Vid Picks: How to Make Sushi
From pre-packaged California rolls at supermarkets to high-end sushi restaurants where you can easily spend a week’s pay, the Japanese speciality has become popular worldwide and nearly ubiquitous in urban America. You can even get decent (if overpriced) sushi at many American ballparks! Many feel that sushi is an acquired taste, though for those who have acquired it, it can turn into a kind of madness — what was once a simple way to preserve fish has become incredibly complicated.
Sushi: Japanese Tradition, from Japanese comedy troupe Rahmen, made the rounds a while ago and pokes fun at the rules and manners of eating at a traditional sushi restaurant. Proper etiquette at a sushi bar can be intimidating, especially when dining out with a self-appointed expert who knows the difference between fake wasabi and real wasabi. Trevor Carson, author of The Zen of Fish, was featured in a short ABC news segment last year offering some handy tips.
Of course, what’s even more impressive than knowing the rules to eating sushi is having the skills to make your own, where you can be as creative and messy as you like. Becoming a taisho, or sushi chef, takes time to master — even if they make it look easy on Iron Chef. It all starts with rice, as the word “sushi” actually means “vinegared rice,” and it’s a laborious process. This recipe from VideoJug, How To Make Sushi Rice shows the traditional fanning of the cooked rice. Howcast’s recipe calls for real konbu (kelp) instead of instant dashi. ExpertVillage’s guide breaks it up into five steps. And there are at least three different videos at 5min along with plenty of other sushi recipes and tips.
Once you get the hang of it, making rolls, or maki, is actually pretty simple — all of the hard work is in making the rice and slicing and dicing the ingredients. Futomaki, or fat rolls, are great. With no raw fish involved at all (pickled vegetables and tamago, a sweet omelette, star), it keeps well for picnics and work lunches. And it’s pretty much guilt free when you consider overfished oceans, salmon and tuna shortages, high mercury levels in fish and even raw-fish rackets run by creepy cults.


TASK TO CARRY OUT — Each line with the string "Categories" is to be copied from the records below.

--- TASK MATERIAL ---

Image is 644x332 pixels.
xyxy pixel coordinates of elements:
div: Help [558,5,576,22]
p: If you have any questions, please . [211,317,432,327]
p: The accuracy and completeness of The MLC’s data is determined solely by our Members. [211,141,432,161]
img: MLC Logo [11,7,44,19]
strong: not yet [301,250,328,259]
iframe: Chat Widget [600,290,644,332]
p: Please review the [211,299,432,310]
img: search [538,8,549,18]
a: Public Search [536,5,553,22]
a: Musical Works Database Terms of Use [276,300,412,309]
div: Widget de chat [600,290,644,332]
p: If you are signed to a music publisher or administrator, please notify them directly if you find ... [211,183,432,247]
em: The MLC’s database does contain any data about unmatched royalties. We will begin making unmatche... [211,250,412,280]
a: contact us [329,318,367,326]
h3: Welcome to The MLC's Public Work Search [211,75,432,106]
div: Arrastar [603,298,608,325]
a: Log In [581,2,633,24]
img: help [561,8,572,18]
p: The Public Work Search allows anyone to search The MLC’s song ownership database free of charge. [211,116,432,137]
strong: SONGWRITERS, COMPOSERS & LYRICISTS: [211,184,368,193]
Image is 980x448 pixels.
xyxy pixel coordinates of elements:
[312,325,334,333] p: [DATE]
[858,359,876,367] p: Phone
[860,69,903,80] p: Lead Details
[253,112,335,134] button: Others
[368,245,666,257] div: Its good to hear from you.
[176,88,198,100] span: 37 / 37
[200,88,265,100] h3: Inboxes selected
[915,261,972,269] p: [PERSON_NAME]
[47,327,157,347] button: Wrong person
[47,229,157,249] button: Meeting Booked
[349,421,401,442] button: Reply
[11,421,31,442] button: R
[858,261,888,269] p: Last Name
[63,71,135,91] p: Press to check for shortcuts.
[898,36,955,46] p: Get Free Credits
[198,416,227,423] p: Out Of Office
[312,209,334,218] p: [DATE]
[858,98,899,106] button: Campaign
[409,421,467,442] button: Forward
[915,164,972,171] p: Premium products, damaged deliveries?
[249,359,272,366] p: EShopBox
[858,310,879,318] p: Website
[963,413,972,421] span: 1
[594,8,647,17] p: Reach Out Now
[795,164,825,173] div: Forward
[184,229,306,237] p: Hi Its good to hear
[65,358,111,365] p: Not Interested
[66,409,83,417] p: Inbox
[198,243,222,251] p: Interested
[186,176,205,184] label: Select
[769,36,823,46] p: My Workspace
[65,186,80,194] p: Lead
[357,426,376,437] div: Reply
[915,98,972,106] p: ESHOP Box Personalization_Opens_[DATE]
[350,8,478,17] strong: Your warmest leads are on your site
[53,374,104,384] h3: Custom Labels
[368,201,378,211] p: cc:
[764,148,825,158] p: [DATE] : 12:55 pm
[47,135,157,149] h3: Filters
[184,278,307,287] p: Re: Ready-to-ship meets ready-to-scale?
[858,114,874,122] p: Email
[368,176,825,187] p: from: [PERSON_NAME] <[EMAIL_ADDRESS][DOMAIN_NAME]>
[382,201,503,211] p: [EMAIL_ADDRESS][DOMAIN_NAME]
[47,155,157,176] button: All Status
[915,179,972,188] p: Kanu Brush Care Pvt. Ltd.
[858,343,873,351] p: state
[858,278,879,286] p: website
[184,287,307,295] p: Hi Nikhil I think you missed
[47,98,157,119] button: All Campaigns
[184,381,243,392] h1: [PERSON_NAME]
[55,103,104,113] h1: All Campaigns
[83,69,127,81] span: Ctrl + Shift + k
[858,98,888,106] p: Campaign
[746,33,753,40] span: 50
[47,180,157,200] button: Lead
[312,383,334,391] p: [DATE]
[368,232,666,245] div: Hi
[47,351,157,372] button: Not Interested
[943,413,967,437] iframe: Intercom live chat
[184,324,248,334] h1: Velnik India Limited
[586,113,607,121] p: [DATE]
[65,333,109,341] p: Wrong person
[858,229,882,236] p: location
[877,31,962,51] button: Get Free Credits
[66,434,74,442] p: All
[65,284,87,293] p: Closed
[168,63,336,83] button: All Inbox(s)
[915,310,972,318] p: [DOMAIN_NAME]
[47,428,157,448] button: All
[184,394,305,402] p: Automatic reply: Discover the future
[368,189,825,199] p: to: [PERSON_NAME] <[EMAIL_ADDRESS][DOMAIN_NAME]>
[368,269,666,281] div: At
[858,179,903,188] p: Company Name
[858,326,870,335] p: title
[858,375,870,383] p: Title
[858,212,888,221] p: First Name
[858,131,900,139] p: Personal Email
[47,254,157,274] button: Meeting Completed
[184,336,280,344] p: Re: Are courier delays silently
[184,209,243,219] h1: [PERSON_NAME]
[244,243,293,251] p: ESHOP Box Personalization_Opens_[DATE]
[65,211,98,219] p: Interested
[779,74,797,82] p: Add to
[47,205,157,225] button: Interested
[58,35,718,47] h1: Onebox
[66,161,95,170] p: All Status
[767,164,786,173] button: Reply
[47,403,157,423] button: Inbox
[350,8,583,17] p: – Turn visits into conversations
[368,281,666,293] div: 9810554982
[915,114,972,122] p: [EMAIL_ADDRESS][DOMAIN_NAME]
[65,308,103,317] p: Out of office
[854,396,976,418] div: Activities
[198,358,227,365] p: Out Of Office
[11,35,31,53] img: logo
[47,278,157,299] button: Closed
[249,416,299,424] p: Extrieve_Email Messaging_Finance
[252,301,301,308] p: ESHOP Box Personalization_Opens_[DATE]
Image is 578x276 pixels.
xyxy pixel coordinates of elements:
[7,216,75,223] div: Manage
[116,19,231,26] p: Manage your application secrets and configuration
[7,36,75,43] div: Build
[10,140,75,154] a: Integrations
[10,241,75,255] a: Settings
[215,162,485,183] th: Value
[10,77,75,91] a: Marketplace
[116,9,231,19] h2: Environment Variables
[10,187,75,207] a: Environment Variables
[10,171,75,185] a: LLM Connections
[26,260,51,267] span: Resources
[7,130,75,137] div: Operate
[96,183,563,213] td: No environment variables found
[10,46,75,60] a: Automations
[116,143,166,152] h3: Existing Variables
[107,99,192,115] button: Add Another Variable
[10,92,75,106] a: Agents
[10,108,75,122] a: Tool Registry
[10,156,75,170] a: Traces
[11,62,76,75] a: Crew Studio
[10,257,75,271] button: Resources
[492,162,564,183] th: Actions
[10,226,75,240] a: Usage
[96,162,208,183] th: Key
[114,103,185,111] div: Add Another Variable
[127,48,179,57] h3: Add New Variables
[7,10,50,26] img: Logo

---
--- TASK MATERIAL ---

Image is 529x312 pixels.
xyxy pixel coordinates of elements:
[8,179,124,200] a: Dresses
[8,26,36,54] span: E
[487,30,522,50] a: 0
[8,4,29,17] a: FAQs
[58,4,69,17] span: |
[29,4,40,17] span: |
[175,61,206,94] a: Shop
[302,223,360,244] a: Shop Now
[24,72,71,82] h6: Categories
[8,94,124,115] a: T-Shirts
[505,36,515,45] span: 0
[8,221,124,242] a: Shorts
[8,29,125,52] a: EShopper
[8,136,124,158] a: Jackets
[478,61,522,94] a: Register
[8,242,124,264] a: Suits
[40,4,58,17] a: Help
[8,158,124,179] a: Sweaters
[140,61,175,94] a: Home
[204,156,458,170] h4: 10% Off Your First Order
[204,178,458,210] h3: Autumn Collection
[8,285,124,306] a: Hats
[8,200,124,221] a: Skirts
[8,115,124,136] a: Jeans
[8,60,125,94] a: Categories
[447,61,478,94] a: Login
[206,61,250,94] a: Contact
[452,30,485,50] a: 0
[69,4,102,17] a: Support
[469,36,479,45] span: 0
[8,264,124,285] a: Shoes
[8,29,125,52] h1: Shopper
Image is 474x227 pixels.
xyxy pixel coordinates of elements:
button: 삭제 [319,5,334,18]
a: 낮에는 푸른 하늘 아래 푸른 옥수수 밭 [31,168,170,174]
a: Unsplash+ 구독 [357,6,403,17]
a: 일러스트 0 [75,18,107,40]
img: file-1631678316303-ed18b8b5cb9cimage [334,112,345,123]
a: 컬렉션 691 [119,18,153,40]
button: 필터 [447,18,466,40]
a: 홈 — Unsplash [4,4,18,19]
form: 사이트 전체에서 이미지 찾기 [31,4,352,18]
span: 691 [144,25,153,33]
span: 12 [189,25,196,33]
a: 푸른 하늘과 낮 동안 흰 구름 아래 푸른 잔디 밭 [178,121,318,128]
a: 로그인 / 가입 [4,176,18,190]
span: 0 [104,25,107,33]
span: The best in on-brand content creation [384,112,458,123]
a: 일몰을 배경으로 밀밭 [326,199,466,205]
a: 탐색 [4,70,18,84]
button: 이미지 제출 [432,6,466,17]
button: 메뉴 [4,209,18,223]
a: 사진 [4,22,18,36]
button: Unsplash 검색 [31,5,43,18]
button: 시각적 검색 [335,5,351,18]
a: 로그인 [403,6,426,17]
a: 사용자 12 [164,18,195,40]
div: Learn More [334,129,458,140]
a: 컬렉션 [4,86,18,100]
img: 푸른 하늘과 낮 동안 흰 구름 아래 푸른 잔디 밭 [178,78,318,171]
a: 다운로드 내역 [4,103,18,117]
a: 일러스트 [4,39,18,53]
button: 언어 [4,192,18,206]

---

EXERCISE RESULT —
[24,72,71,82] h6: Categories
[8,60,125,94] a: Categories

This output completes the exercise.